The Lieutenant looked at the window in thought. "I can't remember any such flag. And we've no books on it, either. Weasel, run down to the barracks and see if any of the troops there know of it."

"Yessir. You think it's bad, sir?"

"How do I know? Be quick!'

The Lieutenant sat down at his desk and stared unseeing at the documents there which awaited his signature. He had a chilly premonition like that time they had stormed the fortresses outside Berlin, when only himself and his colonel had come back with less than five hundred men out of six thousand. He shivered. Strange it was to feel this way, to remember suddenly that a man had nerves. He picked up his pen and then laid it down. It couldn't be cold in here, not with the mid-August sun beating down outside.

Weasel came back. "Old Chipper knows it, sir. He says he saw it once on an American vessel in Bordeaux just after the war began. He says he was just a kid, but he said the flag was so pretty he couldn't help remembering!'

"And what nation is it?"

"The Union States, sir. I never heard of it myself."

"Union States!" The Lieutenant stood up and took another turn around the room. "He means the United States of America. I recall studying the tactics of Robert E. Lee at Rugby when he was fighting that country.

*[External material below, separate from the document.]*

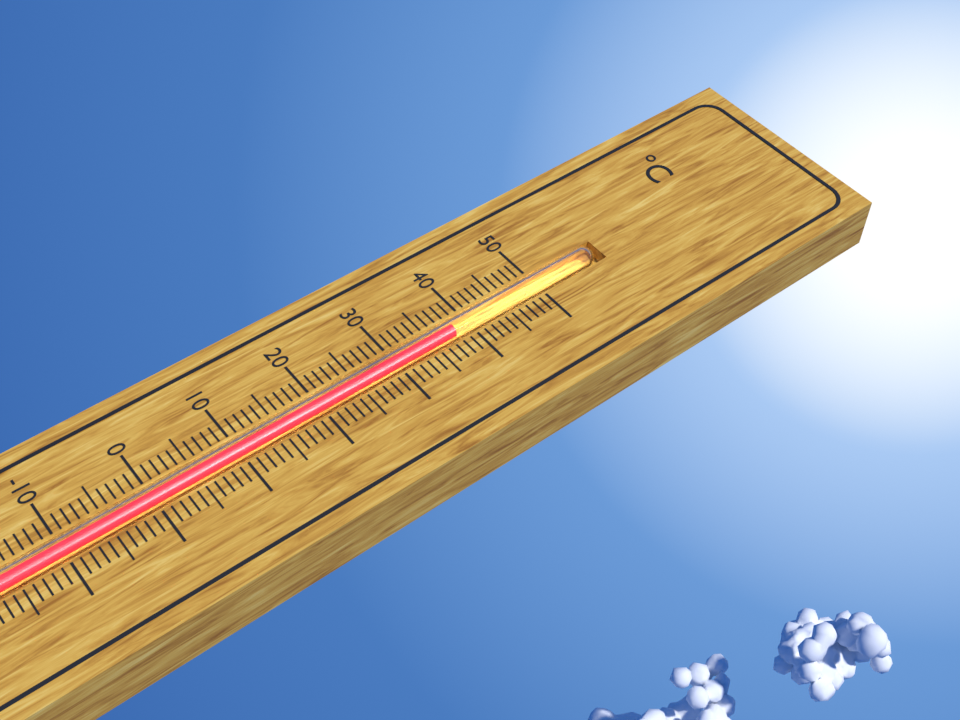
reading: 38 °C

The United States of America
¯
the country that started the atom bombing
¯
"

He sat down at his desk and dismissed Weasel and then, alone in that frowning old throne room, he tried to think clearly. It was a strange thing not to be able to. There was some sort of conflict in his mind that he could not disentangle. He reached for his solitaire deck and dealt out a hand. But he did not play it.

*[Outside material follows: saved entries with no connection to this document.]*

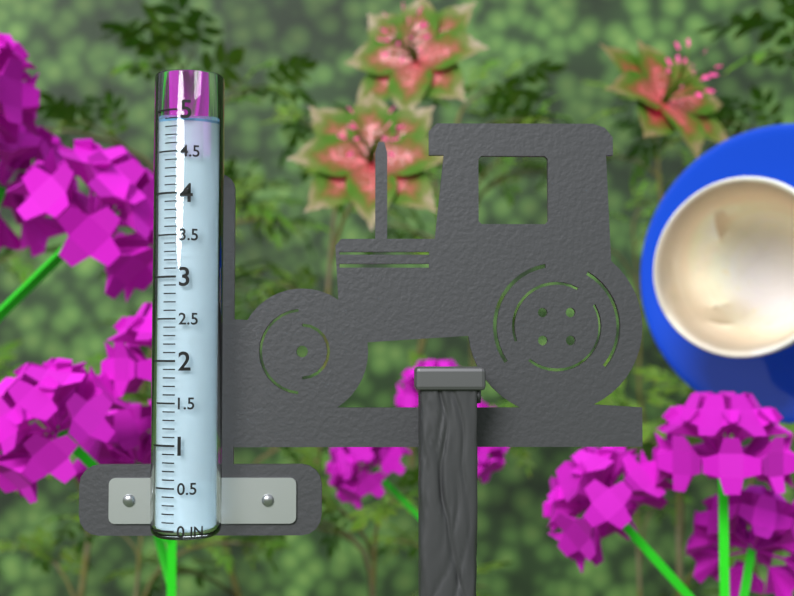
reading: 4.9 in
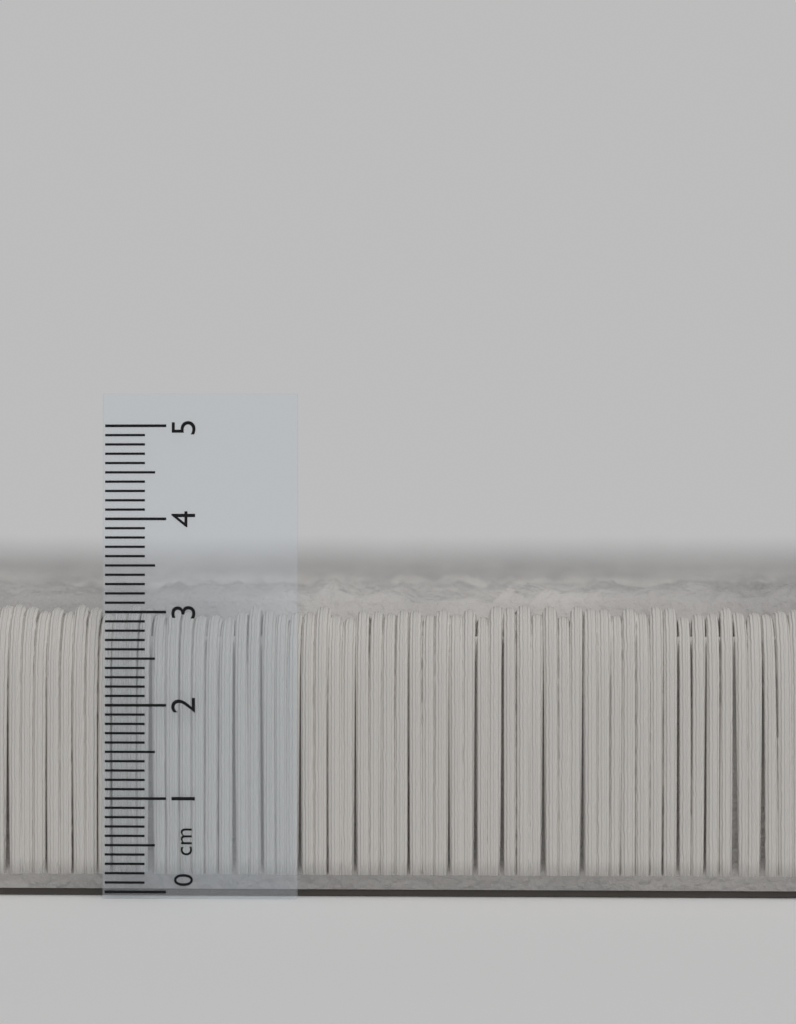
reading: 3.4 cm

Every part of his being told him that he had to act swiftly. But he was a soldier and, as a soldier, he primarily thought of repulsing an invasion.

And now, having become, perforce, a statesman, he knew that there was a chance that this ship merely wanted to establish trade like that he had with Scotland.

Because of his own victory on the Thames, he knew well how weak it was. He had caused several guns to be laboriously repaired and a few hundred heavy shells to be literally carved out of metal dug up from old bombardments. Nothing could come up the Thames unless he passed the word. Why this spirit of war which mounted so steadily in him?

Weasel came in. "Sir, another message. I just picked it off the Wapping relay tower. The vessel is landing a small party at Sheerness in a boat which is also driven by motor and very swiftly. Fast as plane, the message said, sit."

"Keep me informed," said the Lieutenant.

He sat where he was, not touching the food Mawkey brought at tea time.

Weasel came down from the upper battlement. He had a written message this time, handed him by the girl who was on duty there, for Weasel could not write, even though he could read the Gravesend Tower before Wapping could get it down.

 

To the Lieutenant. From Commanding Officer Sheerness Battery, Via Blinker, helio.

 

U.S.S. New York anchored this afternoon and landed captain of vessel and twenty marines and three civilians. States pacific intentions.

Wishes permission of interview with the Lieutenant.

 

He read the message through twice. He could find no reason to refuse such a request, though he knew that he should. But would it do any harm to talk to them?

"Send word that 'permission is granted," said the Lieutenant. "Wait. Send word to Swinburne, wherever he is, that he's needed here. And wait again, Weasel. Have the adjutant issue Order A."

Weasel was startled, not to have Order A issued, which was the manning of all guns and garrisons, but to hear a note of tired kindness in the Lieutenant's voice. Another might not have detected it. But Weasel, who had seen many officers face defeat and death, recognized it for what it was.